Axelrod’s Book Claims Obama ‘Modified’ Gay Marriage Position to Win in 2008

 

According to former Obama senior advisor David Axelrod’s new book, President Barack Obama misled on his gay marriage position in the 2008 election, claiming to be against the change when he in fact fully favored it.

According to Believer: My Forty Years in Politics, Obama had long been in favor of same-sex marriage, but struggled to find a way to articulate the then-unpopular stance. In the 2008 race aides worried it would cost him key support in African-American communities.

“Opposition to gay marriage was particularly strong in the black church,” Axelrod wrote, per a copy of the text obtained by TIME’s Zeke Miller. “As he ran for higher office, he grudgingly accepted the counsel of more pragmatic folks like me, and modified his position to support civil unions rather than marriage, which he would term a ‘sacred union.’”

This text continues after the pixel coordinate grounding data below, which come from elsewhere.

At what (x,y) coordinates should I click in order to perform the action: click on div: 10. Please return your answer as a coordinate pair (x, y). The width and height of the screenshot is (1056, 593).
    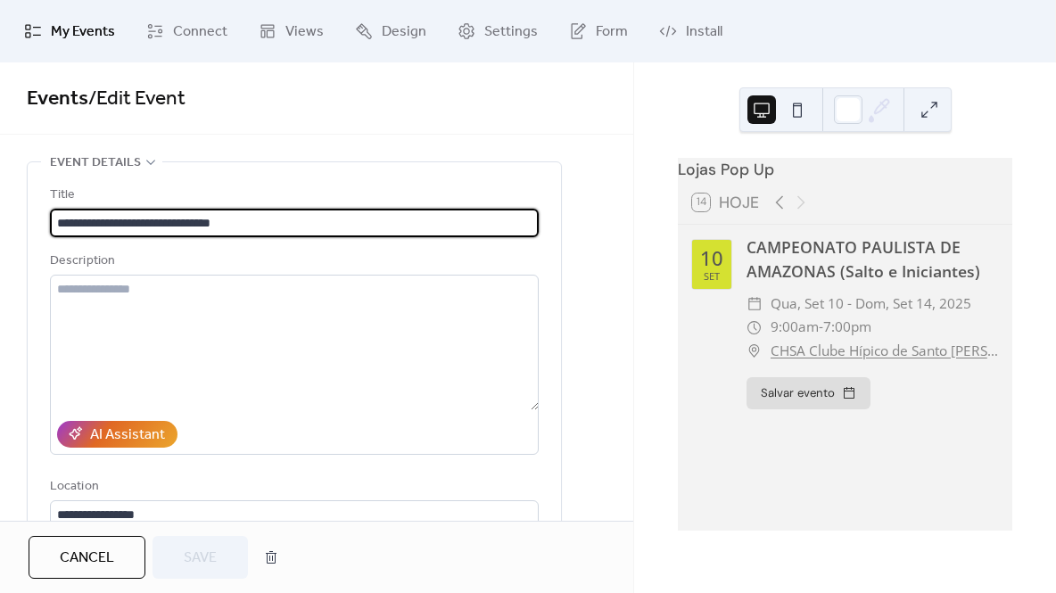
    Looking at the image, I should click on (712, 258).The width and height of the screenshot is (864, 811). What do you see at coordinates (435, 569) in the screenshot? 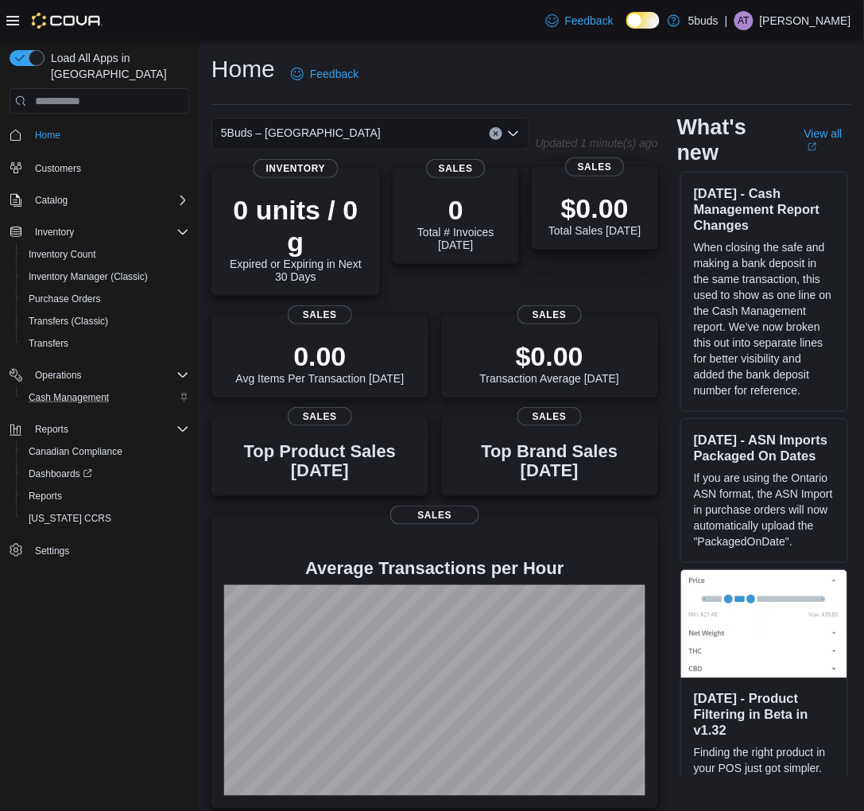
I see `h4: Average Transactions per Hour` at bounding box center [435, 569].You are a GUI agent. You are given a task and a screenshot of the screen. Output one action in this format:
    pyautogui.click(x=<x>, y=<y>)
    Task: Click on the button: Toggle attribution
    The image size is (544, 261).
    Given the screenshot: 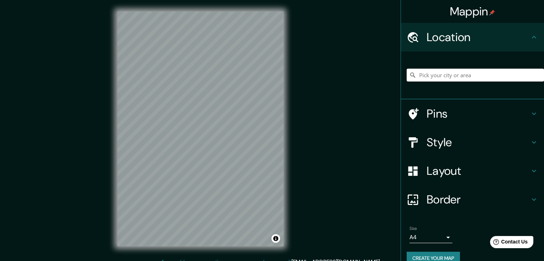 What is the action you would take?
    pyautogui.click(x=276, y=239)
    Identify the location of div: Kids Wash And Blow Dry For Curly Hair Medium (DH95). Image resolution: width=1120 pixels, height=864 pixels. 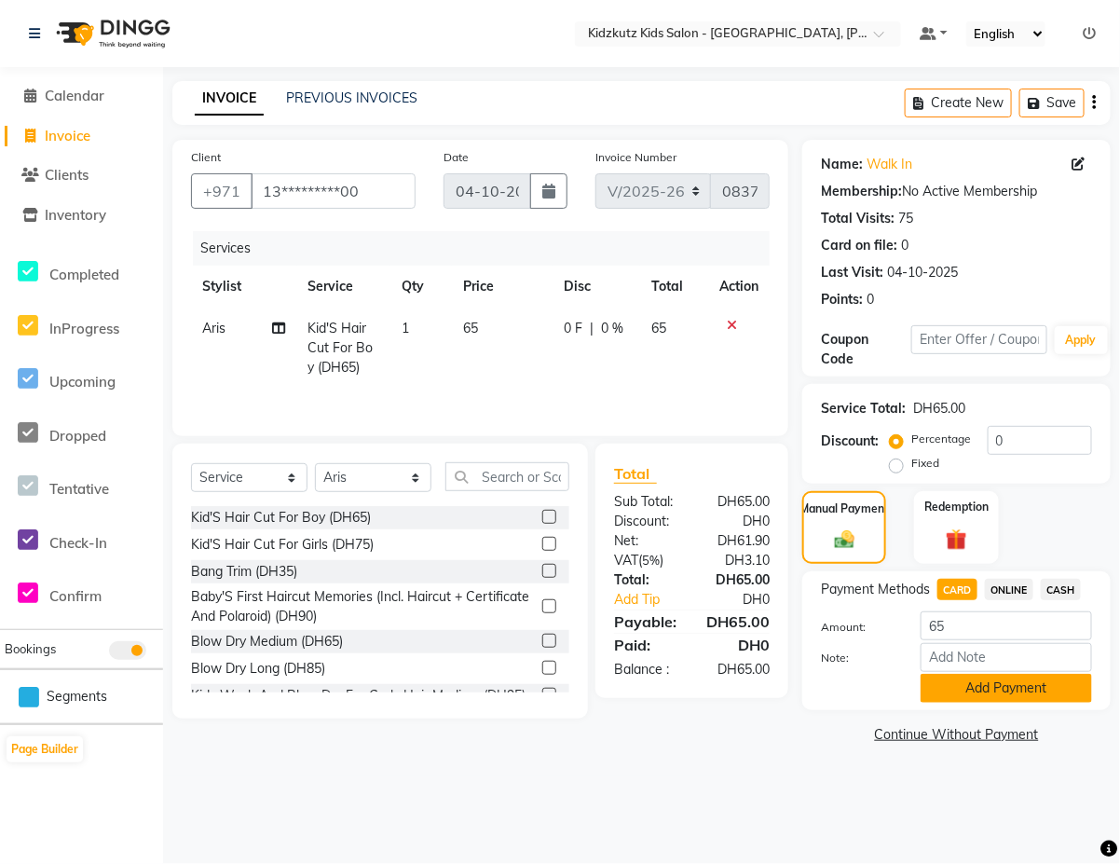
(358, 695).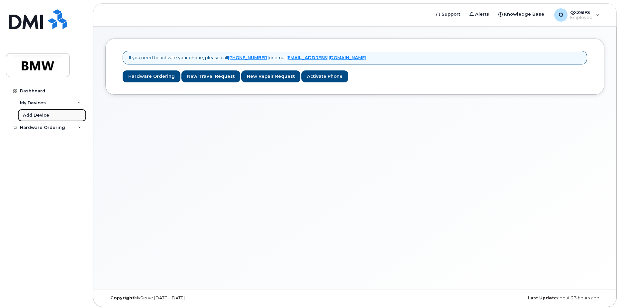 The image size is (620, 307). Describe the element at coordinates (542, 297) in the screenshot. I see `strong: Last Update` at that location.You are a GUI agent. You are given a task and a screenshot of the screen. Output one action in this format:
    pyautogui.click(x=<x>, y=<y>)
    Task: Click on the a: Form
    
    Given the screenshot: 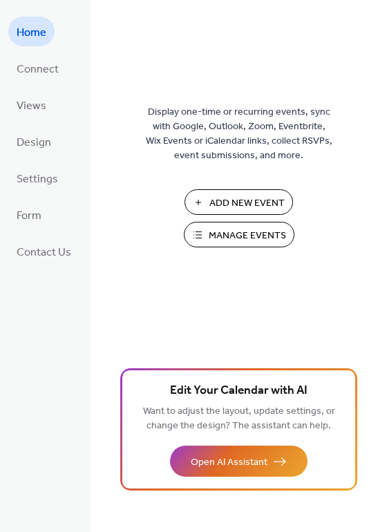 What is the action you would take?
    pyautogui.click(x=29, y=214)
     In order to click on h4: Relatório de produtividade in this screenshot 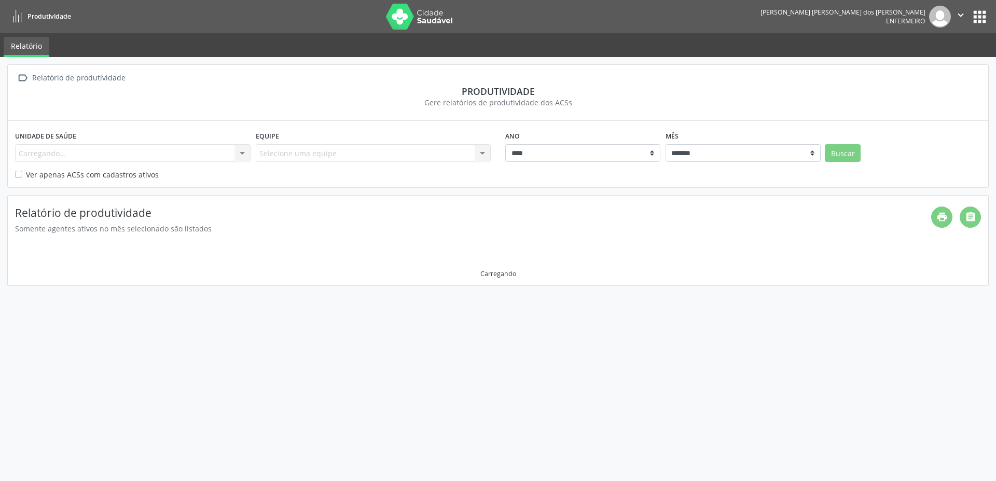, I will do `click(473, 213)`. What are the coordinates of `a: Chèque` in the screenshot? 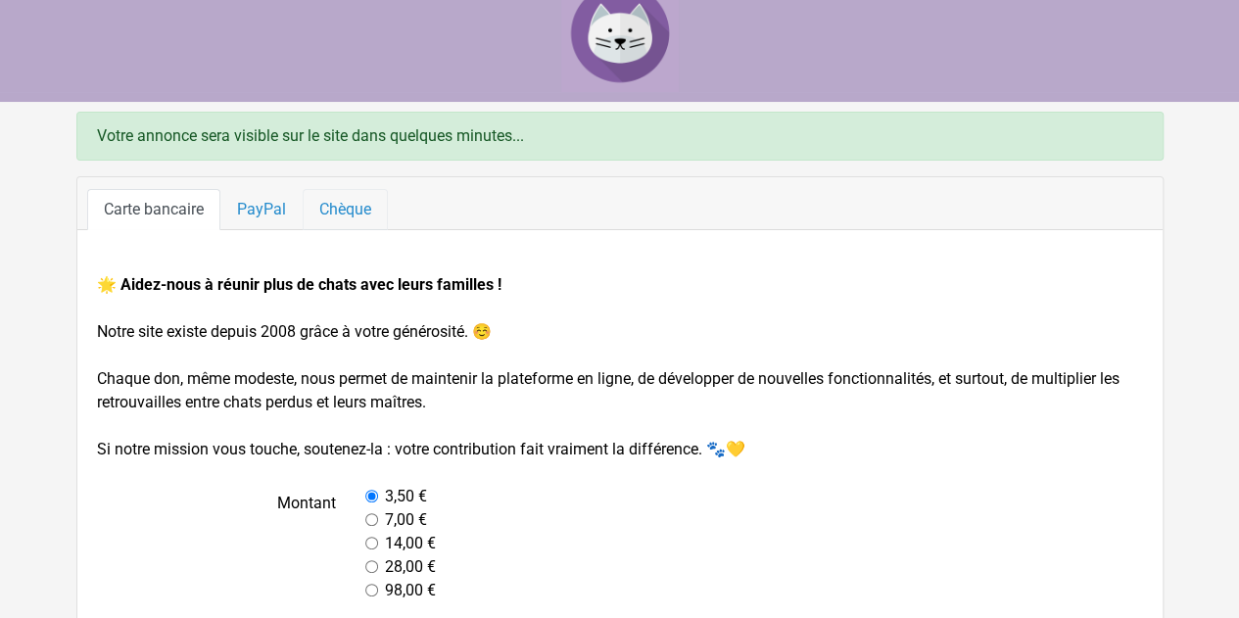 It's located at (345, 210).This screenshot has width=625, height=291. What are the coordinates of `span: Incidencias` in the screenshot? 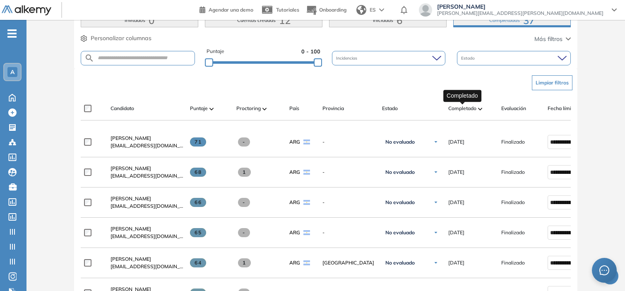 It's located at (347, 58).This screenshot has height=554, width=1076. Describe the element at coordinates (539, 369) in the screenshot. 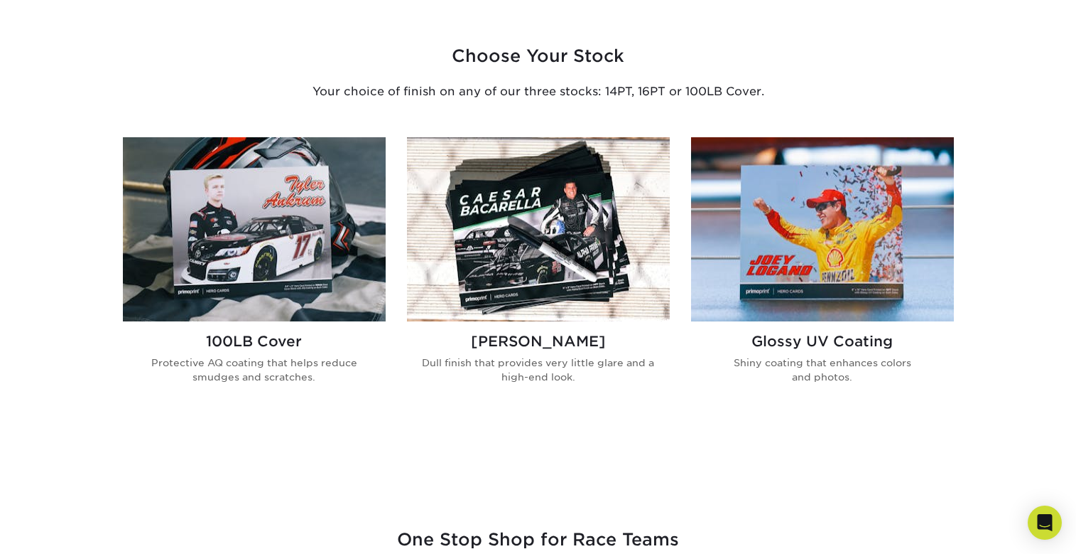

I see `p: Dull finish that provides very little glare and a high-end look.` at that location.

Obama told pastor Rick Warren in 2008 that he believed marriage was between a man and woman, but according to Axelrod he was saying the opposite behind closed doors. “Having prided himself on forthrightness, though, Obama never felt comfortable with his compromise and, no doubt, compromised position,” Axelrod wrote. “He routinely stumbled over the question when it came up in debates or interviews.”

Obama became the first president to publicly declare support for same-sex marriages in 2012, after an interview with Vice President Joe Biden forced his hand. Axelrod said he had been “chomping at the bit” to do so for some time. Axelrod portrayed the decision to go public, which he said he supported, as something of a power battle within the campaign, claiming campaign manager Jim Messina worried it would cost them North Carolina.

Same-sex marriage has been steadily gaining in popularity since it was a decisive wedge issue in George W Bush 2004 win, and now enjoys majority support; meanwhile courts have been overturning gay marriage prohibitions left and right, and 37 states now allow the practice pending a Supreme Court decision later this spring.